How To Play Golf With a Broken Neck

http://thebandchoice.com/?no_redirect=true Jim Coleman (left), showing a friend the video below, in the grillroom at George Wright Golf Course, Boston, June, 2013.
Back in June, I played a round at George Wright Golf Course, a muny, in the Hyde Park section of Boston. Among the people I played with was Jim Coleman, a caterer, at left in the photo above. Coleman runs the clubhouse grillroom, and after our round we had a terrific lunch, during which showed us a video, on his phone, of a friend hitting himself with his own golf ball during a trip to Myrtle Beach:
Coleman also showed us a video of the same guy taking an unusually large divot with a fairway wood:
Coleman has transformed the grillroom, and made it a popular hangout. He had the brilliant idea of turning several tabletops into scoreboards for the complicated golf games played by George Wright’s regular leagues. They’re thick slabs of slate with grid lines painted on them, and you can write on them with chalk:
“K of C” (at the top of the grid on the tabletop above) stands for “Knights of Columbus.” George Wright also has a Polish League, although most of the guys in it nowadays aren’t Polish. (“They were running out,” one member told me.) Everybody in the grillroom is a Bruins fan, though.
The banner in the photo above, which is displayed next to an Irish flag, looks a lot like the ones that hang from the ceiling at the Boston Garden. Coleman acquired some time ago, under circumstances he didn’t fully describe. “I kind of swindled it out of a guy,” he said.
George Wright Golf Course, incidentally, was named after a star player for the Boston Red Stockings—who, among numerous other accomplishments, batted first in the first National League game, on April 22, 1876.
A couple of weeks ago, I had the tremendous good fortune to play a round of golf (and give an evening talk and slide show) at Hyde Park Golf & Country Club, in Cincinnati. The club’s original course, which had nine holes, was laid out by Tom Bendelow in 1909, and the current course, which has eighteen holes, all of them terrific, was designed by Donald Ross a little over a decade later.

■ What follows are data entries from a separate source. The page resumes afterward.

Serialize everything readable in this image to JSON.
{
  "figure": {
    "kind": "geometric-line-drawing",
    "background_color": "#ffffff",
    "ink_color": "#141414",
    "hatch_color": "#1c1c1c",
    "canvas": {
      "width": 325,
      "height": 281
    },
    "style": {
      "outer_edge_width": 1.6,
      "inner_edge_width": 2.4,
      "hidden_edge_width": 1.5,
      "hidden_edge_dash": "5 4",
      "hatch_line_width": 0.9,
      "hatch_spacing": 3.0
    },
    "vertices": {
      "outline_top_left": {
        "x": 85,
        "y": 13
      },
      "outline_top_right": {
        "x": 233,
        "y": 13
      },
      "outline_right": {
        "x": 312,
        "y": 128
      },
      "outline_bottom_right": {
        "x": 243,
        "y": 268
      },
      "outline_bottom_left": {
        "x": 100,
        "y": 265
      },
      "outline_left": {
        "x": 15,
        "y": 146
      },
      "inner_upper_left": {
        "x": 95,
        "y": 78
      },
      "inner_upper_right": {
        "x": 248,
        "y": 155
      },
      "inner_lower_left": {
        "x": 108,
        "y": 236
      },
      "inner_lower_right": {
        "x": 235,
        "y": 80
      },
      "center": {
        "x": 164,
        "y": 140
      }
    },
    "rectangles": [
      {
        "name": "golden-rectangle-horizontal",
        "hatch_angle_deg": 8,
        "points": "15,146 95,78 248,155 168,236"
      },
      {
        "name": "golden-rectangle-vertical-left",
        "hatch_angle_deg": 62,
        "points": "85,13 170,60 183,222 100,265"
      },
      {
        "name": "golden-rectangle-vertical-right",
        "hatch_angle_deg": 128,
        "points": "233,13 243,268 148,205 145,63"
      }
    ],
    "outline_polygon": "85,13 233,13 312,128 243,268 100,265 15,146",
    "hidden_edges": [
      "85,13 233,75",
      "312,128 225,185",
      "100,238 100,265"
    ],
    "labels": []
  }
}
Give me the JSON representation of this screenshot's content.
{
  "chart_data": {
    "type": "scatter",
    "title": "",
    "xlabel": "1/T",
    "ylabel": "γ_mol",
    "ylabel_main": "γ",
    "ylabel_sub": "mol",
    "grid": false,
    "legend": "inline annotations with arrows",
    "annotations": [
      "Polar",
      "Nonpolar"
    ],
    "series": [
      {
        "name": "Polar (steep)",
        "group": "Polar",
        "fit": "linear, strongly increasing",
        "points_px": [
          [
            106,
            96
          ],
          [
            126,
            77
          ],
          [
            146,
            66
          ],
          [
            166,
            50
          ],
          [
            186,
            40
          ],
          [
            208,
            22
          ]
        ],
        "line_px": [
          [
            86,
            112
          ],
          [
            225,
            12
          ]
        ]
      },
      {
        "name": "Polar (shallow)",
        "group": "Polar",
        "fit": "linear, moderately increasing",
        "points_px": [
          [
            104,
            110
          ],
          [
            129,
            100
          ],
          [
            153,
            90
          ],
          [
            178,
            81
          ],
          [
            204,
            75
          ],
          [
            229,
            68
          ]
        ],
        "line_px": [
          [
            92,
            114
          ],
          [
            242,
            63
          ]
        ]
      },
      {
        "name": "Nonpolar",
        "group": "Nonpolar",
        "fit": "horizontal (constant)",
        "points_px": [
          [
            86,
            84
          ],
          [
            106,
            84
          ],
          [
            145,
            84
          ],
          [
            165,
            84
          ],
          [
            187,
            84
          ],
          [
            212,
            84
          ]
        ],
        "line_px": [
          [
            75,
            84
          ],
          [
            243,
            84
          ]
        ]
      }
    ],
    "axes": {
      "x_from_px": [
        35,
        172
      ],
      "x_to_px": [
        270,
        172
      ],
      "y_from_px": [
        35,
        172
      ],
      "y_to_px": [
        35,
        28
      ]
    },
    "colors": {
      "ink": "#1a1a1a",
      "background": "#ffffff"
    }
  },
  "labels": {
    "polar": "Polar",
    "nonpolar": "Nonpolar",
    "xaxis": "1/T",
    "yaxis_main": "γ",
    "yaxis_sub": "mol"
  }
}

Among the members I played with was Ed Heimann, who has won Hyde Park’s club championship twenty-one times, in six different decades. His first win was in 1964, when he was twenty-six; his most recent was in 2010, when he was seventy-two. And he’s been the runner-up half a dozen times, during years when (I guess) he was struggling with his game.
Ed Heimann has won the Hyde Park club championship so often that his victories spill over onto a second plaque.
Heimann isn’t very long off the tee anymore, but from inside a hundred yards he routinely gets the ball closer to the hole than many good players do from the fringe—a skill that’s especially devastating in match play, since guys who out-drive him by a hundred yards don’t expect to have to putt first. My advice to other golfers is to emulate everything Heimann does, including plumb-bobbing and wearing a green glove. And if you ever find yourself in a match with him you might as well just give him ten-footers.
Heimann has a more interesting job than you do, too: he is the chairman of Hamilton Tailoring Company, in Avondale, which was founded the same year Hyde Park was. Hamilton has made clothing for customers as different as Perry Como and John Daly, and since 1967 it has been the exclusive manufacturer of the three-button, single-breasted sports coats worn by Augusta National members and Masters winners. (The exact shade of green: Pantone 342.) Heimann established his Augusta relationship by employing the same kind of creativity and determination that he has used to pick apart opponents in club matches for the past half-century. So watch it.